MANILA, Philippines—The state auditors went to the House of Representatives on Friday to defend their proposed P8.4-billion budget for 2014, only to find themselves being grilled by House members displeased by the “errors” in the Commission on Audit’s (COA) special review of pork barrel releases from 2007 to 2009.
“If you make an audit report and it’s not correct, you destroy the reputation of people,” said Surigao del Sur Rep. Philip Pichay as he pointed to the “erroneous” portion of the audit report that said former Compostela Valley Rep. Manuel “Way Kurat” Zamora received and spent P3 billion in pork barrel.
Party-list member Jonathan de la Cruz (Abakada) raised a “point of order” when Commissioner Heidi Mendoza said she was not with the COA during the period covered by the special audit.
“That is precisely the reason why we had been asking that the chairman of the Commission on Audit should be here because she is the responsible officer,” De la Cruz said.
At the start of the budget hearing conducted by the appropriations committee, Camarines Sur Rep. Rolando Andaya, the committee vice chair, read out a letter from COA Chair Grace Pulido-Tan saying that Tan was in New York for “bilateral meetings … in connection with our candidature with the UN Board of Auditors.”
De la Cruz insisted that Tan should face the congressmen, many of whom are caught up in the still-unfolding scandal involving the wholesale theft of the pork barrel, officially known as the Priority Development Assistance Fund (PDAF).
“The chairman should be here because she was the one who came out with those statements besmirching the reputation of Congress and [its] individual members,” he said.
“Imagine coming out with a report and insisting that a member of Congress, Congressman Way Kurat, was allocated P3 billion and she repeatedly came out with it in the newspapers,” De la Cruz said.
Andaya sought to calm De la Cruz, saying “my colleagues should find comfort in the correction made” by the Department of Budget and Management. He also noted that like Mendoza, the COA chair was not yet with the agency during the period in question.
Misamis Occidental Rep. Henry Oaminal asked Mendoza whether the alleged irregularities on the use of the PDAF between 2007 and 2009 were not detected by resident auditors of the implementing agencies involved in the scandal.
“If this happened as early as 2007, then it could have been detected in the year 2008. So there could have been no occurrence in 2008. Or even if there was no other occurrence in 2008, then it could have been committed again in 2009 and so forth,” he said.
“That’s why I’m asking if our auditors had been vigilant in bringing this matter to the higher-ups and to the concerned agencies,” Oaminal said.
Mendoza, who joined the COA in 2011, said she was not yet with the commission during the years covered by the special audit.
“But for those years under our administration, we commit to you, your honor, that we will be more vigilant in our job,” she said.
She said it was “possible that the postaudit had not yet covered transactions covered in the special audit.”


In your copy, include every record exactly and no pictures.

########

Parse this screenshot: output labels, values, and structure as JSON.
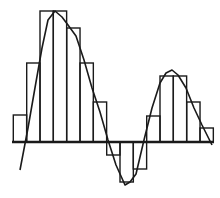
{
  "diagram": {
    "title": "",
    "type": "riemann-sum-rectangles-under-curve",
    "colors": {
      "stroke": "#1a1a1a",
      "background": "#ffffff"
    },
    "baseline_y": 142,
    "bar_width": 13.33,
    "bars": [
      {
        "x": 13.3,
        "top": 115,
        "bottom": 142
      },
      {
        "x": 26.7,
        "top": 63,
        "bottom": 142
      },
      {
        "x": 40.0,
        "top": 11,
        "bottom": 142
      },
      {
        "x": 53.3,
        "top": 11,
        "bottom": 142
      },
      {
        "x": 66.7,
        "top": 28,
        "bottom": 142
      },
      {
        "x": 80.0,
        "top": 63,
        "bottom": 142
      },
      {
        "x": 93.3,
        "top": 102,
        "bottom": 142
      },
      {
        "x": 106.7,
        "top": 142,
        "bottom": 155
      },
      {
        "x": 120.0,
        "top": 142,
        "bottom": 182
      },
      {
        "x": 133.3,
        "top": 142,
        "bottom": 169
      },
      {
        "x": 146.7,
        "top": 116,
        "bottom": 142
      },
      {
        "x": 160.0,
        "top": 76,
        "bottom": 142
      },
      {
        "x": 173.3,
        "top": 76,
        "bottom": 142
      },
      {
        "x": 186.7,
        "top": 102,
        "bottom": 142
      },
      {
        "x": 200.0,
        "top": 128,
        "bottom": 142
      }
    ],
    "curve_points": [
      [
        20,
        170
      ],
      [
        28,
        128
      ],
      [
        36,
        82
      ],
      [
        42,
        48
      ],
      [
        48,
        20
      ],
      [
        55,
        11
      ],
      [
        62,
        17
      ],
      [
        68,
        25
      ],
      [
        76,
        36
      ],
      [
        84,
        60
      ],
      [
        92,
        88
      ],
      [
        100,
        112
      ],
      [
        108,
        140
      ],
      [
        116,
        165
      ],
      [
        125,
        185
      ],
      [
        130,
        182
      ],
      [
        136,
        174
      ],
      [
        144,
        140
      ],
      [
        152,
        108
      ],
      [
        160,
        83
      ],
      [
        166,
        73
      ],
      [
        172,
        70
      ],
      [
        178,
        75
      ],
      [
        186,
        88
      ],
      [
        194,
        108
      ],
      [
        202,
        125
      ],
      [
        212,
        145
      ]
    ]
  }
}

########

Solution for this task:
Parse this screenshot: output labels, values, and structure as JSON.
{
  "diagram": {
    "title": "",
    "type": "riemann-sum-rectangles-under-curve",
    "colors": {
      "stroke": "#1a1a1a",
      "background": "#ffffff"
    },
    "baseline_y": 142,
    "bar_width": 13.33,
    "bars": [
      {
        "x": 13.3,
        "top": 115,
        "bottom": 142
      },
      {
        "x": 26.7,
        "top": 63,
        "bottom": 142
      },
      {
        "x": 40.0,
        "top": 11,
        "bottom": 142
      },
      {
        "x": 53.3,
        "top": 11,
        "bottom": 142
      },
      {
        "x": 66.7,
        "top": 28,
        "bottom": 142
      },
      {
        "x": 80.0,
        "top": 63,
        "bottom": 142
      },
      {
        "x": 93.3,
        "top": 102,
        "bottom": 142
      },
      {
        "x": 106.7,
        "top": 142,
        "bottom": 155
      },
      {
        "x": 120.0,
        "top": 142,
        "bottom": 182
      },
      {
        "x": 133.3,
        "top": 142,
        "bottom": 169
      },
      {
        "x": 146.7,
        "top": 116,
        "bottom": 142
      },
      {
        "x": 160.0,
        "top": 76,
        "bottom": 142
      },
      {
        "x": 173.3,
        "top": 76,
        "bottom": 142
      },
      {
        "x": 186.7,
        "top": 102,
        "bottom": 142
      },
      {
        "x": 200.0,
        "top": 128,
        "bottom": 142
      }
    ],
    "curve_points": [
      [
        20,
        170
      ],
      [
        28,
        128
      ],
      [
        36,
        82
      ],
      [
        42,
        48
      ],
      [
        48,
        20
      ],
      [
        55,
        11
      ],
      [
        62,
        17
      ],
      [
        68,
        25
      ],
      [
        76,
        36
      ],
      [
        84,
        60
      ],
      [
        92,
        88
      ],
      [
        100,
        112
      ],
      [
        108,
        140
      ],
      [
        116,
        165
      ],
      [
        125,
        185
      ],
      [
        130,
        182
      ],
      [
        136,
        174
      ],
      [
        144,
        140
      ],
      [
        152,
        108
      ],
      [
        160,
        83
      ],
      [
        166,
        73
      ],
      [
        172,
        70
      ],
      [
        178,
        75
      ],
      [
        186,
        88
      ],
      [
        194,
        108
      ],
      [
        202,
        125
      ],
      [
        212,
        145
      ]
    ]
  }
}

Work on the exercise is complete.